IBM was thrown into turmoil - by 1993 annual net losses reached $8bn.

When Mr Gerstner took over, there was pressure to split IBM into separate companies. He resisted it, preferring to continue IBM's tradition of delivering integrated systems to customers.

And he made sure the company was ready to handle the challenges of the Internet and network computing.

Dinosaur now sleek operator

"Of all the things we have reason to feel good about, perhaps most encouraging is the fact that a new world we first described four years ago is becoming a reality," he told stockholders in February.

"As early as 1995 we said the Net would be about business and commerce, and that it would be a vocational medium, where real work - work that matters - gets done.

"At that time we expected some people to yawn. We were wrong. They laughed. Today our competitors aren't laughing."

Under Mr Gerstner's guidance, the dinosaur of recent years has become a sleek and innovative operator.

On the cutting edge

It still produces mainframes, which are now back in favour as they can handle complex Internet operations by computing up to 1.6 billion instructions a second.


[ image: Nearly half of all laptops contain an IBM hard-disk drive]
Nearly half of all laptops contain an IBM hard-disk drive
But the company is also producing breakthroughs in computer chip technology, speeding up operations and reducing energy consumption.

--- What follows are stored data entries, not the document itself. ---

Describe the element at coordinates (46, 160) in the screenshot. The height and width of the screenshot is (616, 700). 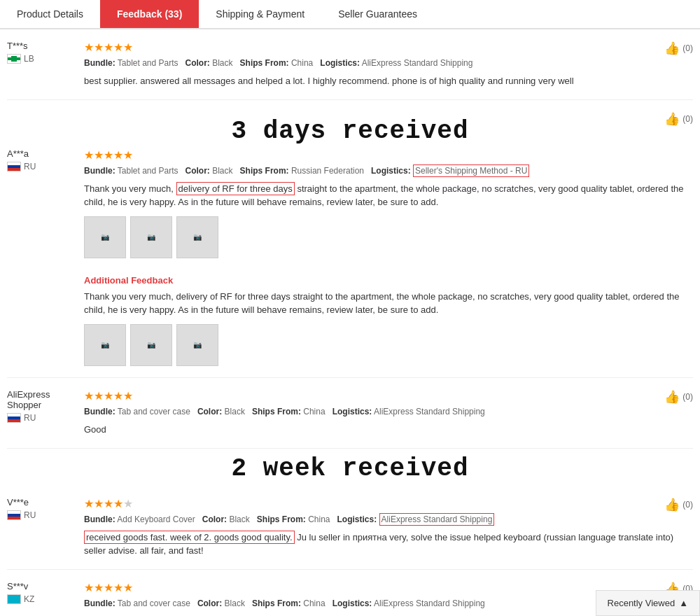
I see `reviewer-info: A***a RU` at that location.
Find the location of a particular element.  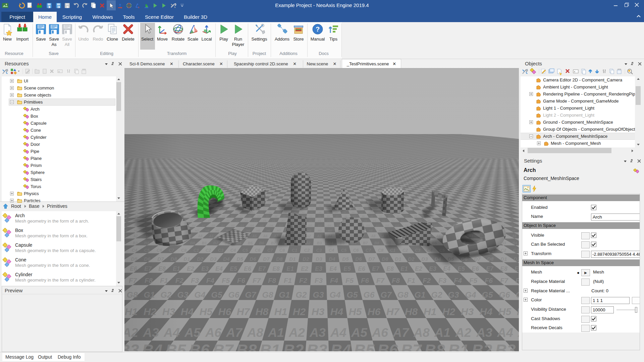

svg-text: D7 is located at coordinates (372, 259).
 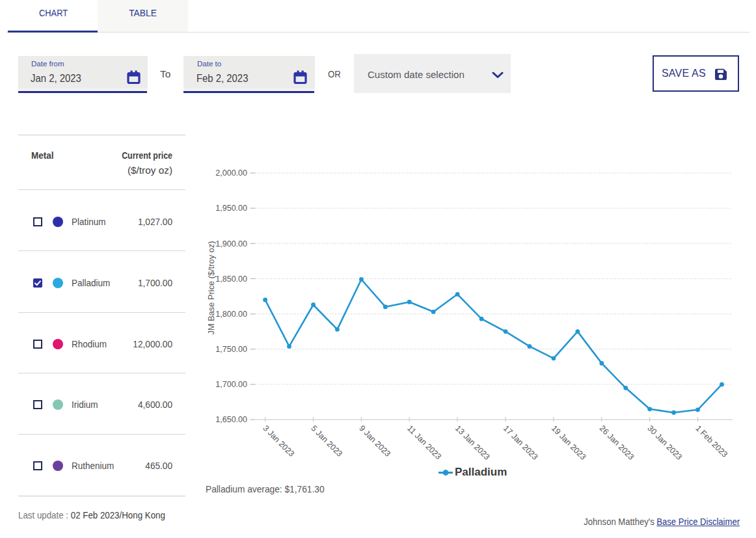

And it has worked to explore the field of "pervasive computing".

Computer-like devices are embedded in phones, cars and household appliances, able to talk to each other and even tell suppliers when faulty parts need replacing.

Predicting double digit growth in earnings, Lou Gerstner now tells Wall Street investors that IBM generates more revenue, and decidedly more profits from the Internet, than the world's top 25 Internet stocks combined.

"Gerstner was uncharacteristically positive," said analyst Gary Helmig of SoundView Technology Group. "His discussion really had no storm clouds in it at all.

"He talked about huge pent-up demand for computer applications which haven't been done in 1999 and that there's also e-commerce demand fuelling IBM's growth", Mr Helmig said. "So he's looking for a very strong 2000."

Certainly IBM enters the new millennium in fine shape and perhaps with some of its best days still ahead of it.

Upbeat message

IBM's recent history shows how even big players can get crumpled by the crashing waves of new technology. But its revival is a lesson in playing to a company's strengths and being bold enough to predict the next big thing.

Lou Gerstner was perhaps entitled to feel upbeat in his message to stockholders this year.

"When we started this journey in the spring of 1993 our future was uncertain," he said.

"Six years later, we're a company that can look forward to the future and say with confidence that our aspiration, our goal and our plan, is move to the head of the pack - in market leadership, thought leadership and technological leadership."